Fully agree. A week over 30 degrees and the grass is cooked. Moving sprinklers is a pain in the arse...
It isn't too bad cost wise if you do it yourself. I'm lucky though having a bore there is awesome pressure so don't need half a dozen stations.
Our old place had a bore, submersible pump, clean and non smelling. Bores rock.
I had irrigation in my lawn before I ripped it all out and started fresh and returfed (see page 1). I'm one of the few that gets massive enjoyment and relaxation from watering. I don't use sprinklers. I hand water. I can be VERY picky and precise with how much water every part of the lawn gets. If a patch needs more, it gets more, etc.
I'm going to re-turf the front lawn next week (Santa Anna Couch this time). Same again with the hand watering. Although I'm leaving the irrigation in this time simply because it's much more effort to remove.
I don't mind a bit of hand watering. Agree, it can be theraputic with the hose in one hand and a beer in the other but I hate it being a must do or the lawn is dead scenario.
Our new place has retic, it's just that it wasn't/isn't in the best state of repair. Issues include,
All stations disconnected at the controller
When connected, none fire due to all the wires being cut between the controller and the valves.
Out of 5 stations, 3 valves work manually. The other two do nothing.
There is cut/damaged pipe everywhere.
Probably 90% of the spray heads or risers being taken off so when I get a station working water just bubbles up from the gorund like those mud fields in NZ.
I got the back lawn working, along with a small section of verge. The remainder of the verge, the front lawn and the garden beds all need hand watering until I pull my finger out and start tracing pipes to locate damaged points to repair, re-wire the valve/controller connection and probably replace all of the valves. At least they are all in one spot rather than being randomly placed around the garden.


TASK PROMPT = Whenever a line in this data holds the word "said", report that line in full.

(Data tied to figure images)
----------

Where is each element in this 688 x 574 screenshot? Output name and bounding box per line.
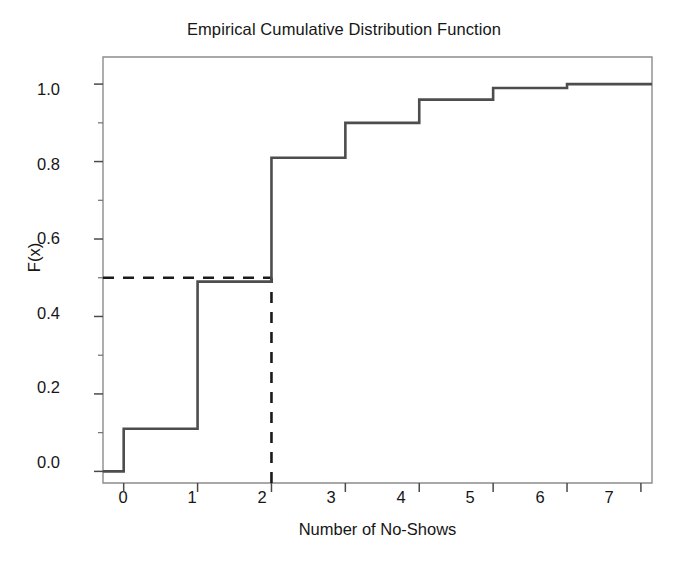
y-axis-minor-ticks	[98, 123, 103, 433]
x-axis-major-ticks	[124, 483, 641, 492]
plot-area	[0, 0, 688, 574]
axis-frame	[103, 57, 652, 483]
ecdf-figure: Empirical Cumulative Distribution Functi…	[0, 0, 688, 574]
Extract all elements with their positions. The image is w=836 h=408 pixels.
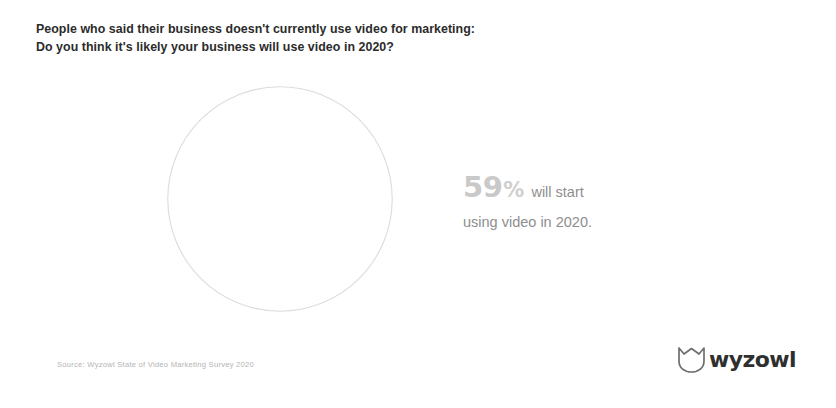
callout-text-2: using video in 2020. (463, 214, 592, 230)
stat-value: 59 (463, 170, 502, 204)
pie-chart (167, 86, 393, 312)
source-caption: Source: Wyzowl State of Video Marketing … (57, 360, 254, 369)
percent-sign-icon: % (503, 178, 524, 202)
heading-line-2: Do you think it's likely your business w… (36, 39, 656, 57)
wyzowl-owl-mark-icon (677, 346, 706, 374)
heading-line-1: People who said their business doesn't c… (36, 21, 656, 39)
pie-chart-svg (167, 86, 393, 312)
page-title: People who said their business doesn't c… (36, 21, 656, 56)
pie-slice-outline (168, 87, 392, 311)
wyzowl-logo: wyzowl (677, 345, 796, 375)
wyzowl-wordmark: wyzowl (709, 349, 796, 371)
callout-line-2: using video in 2020. (463, 208, 763, 236)
callout-statistic: 59%will start using video in 2020. (463, 172, 763, 236)
callout-text-1: will start (531, 184, 583, 200)
infographic-slide: People who said their business doesn't c… (0, 0, 836, 408)
callout-line-1: 59%will start (463, 172, 763, 207)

----------

EXERCISE SOLUTION =
heading-line-1: People who said their business doesn't c… (36, 21, 656, 39)
page-title: People who said their business doesn't c… (36, 21, 656, 56)
infographic-slide: People who said their business doesn't c… (0, 0, 836, 408)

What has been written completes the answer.